:: Exercise requirements ::
Could you copy exactly the lines from the one containing "At what (x,y)" through the last line of the records, leaving out every picture?

:: Task material ::
★ ★ ★ ★ ★

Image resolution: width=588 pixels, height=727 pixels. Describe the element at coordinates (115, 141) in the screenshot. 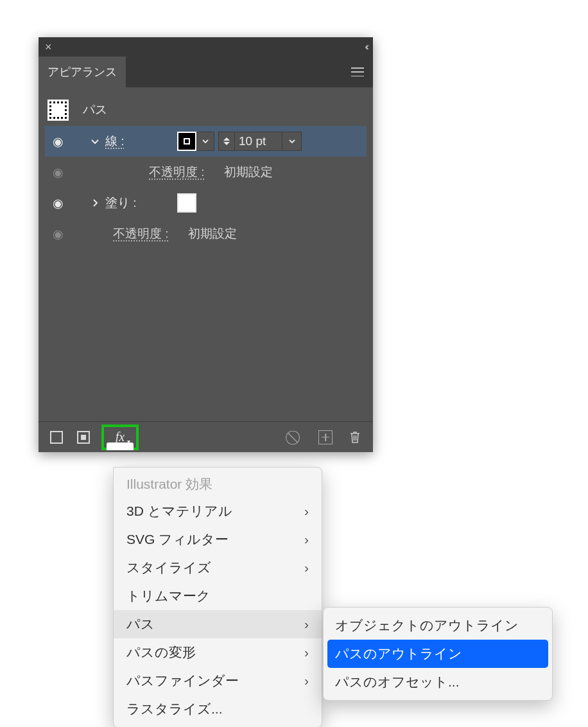

I see `stroke-label: 線 :` at that location.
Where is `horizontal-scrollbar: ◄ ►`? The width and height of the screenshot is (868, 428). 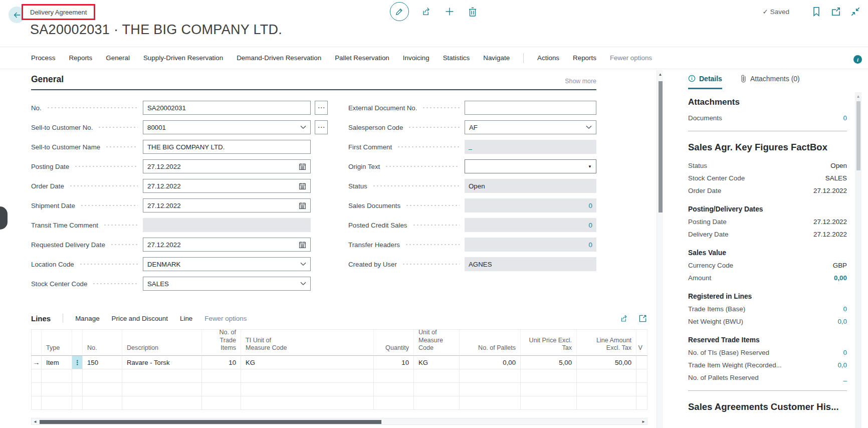 horizontal-scrollbar: ◄ ► is located at coordinates (339, 421).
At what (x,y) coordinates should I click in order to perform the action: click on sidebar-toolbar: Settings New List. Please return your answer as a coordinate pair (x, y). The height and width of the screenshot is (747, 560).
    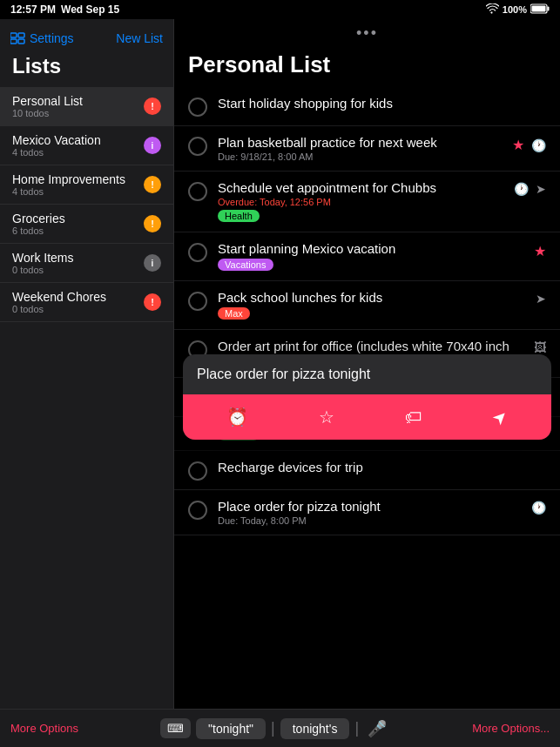
    Looking at the image, I should click on (87, 40).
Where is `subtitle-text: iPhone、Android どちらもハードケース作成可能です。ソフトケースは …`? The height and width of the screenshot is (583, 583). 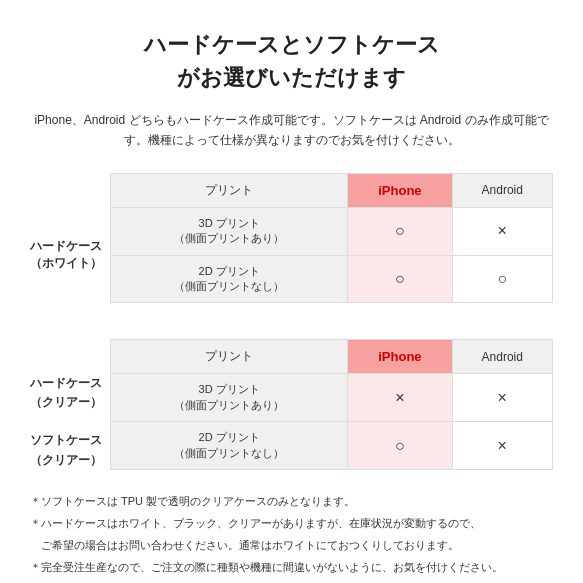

★ ★ ★ ★ ★

:: Exercise response ::
At what (x,y) coordinates should I click in order to perform the action: click on sidebar-toolbar: Settings New List. Please return your answer as a coordinate pair (x, y). The height and width of the screenshot is (747, 560).
    Looking at the image, I should click on (87, 40).
Where is `subtitle-text: iPhone、Android どちらもハードケース作成可能です。ソフトケースは …`? The height and width of the screenshot is (583, 583). 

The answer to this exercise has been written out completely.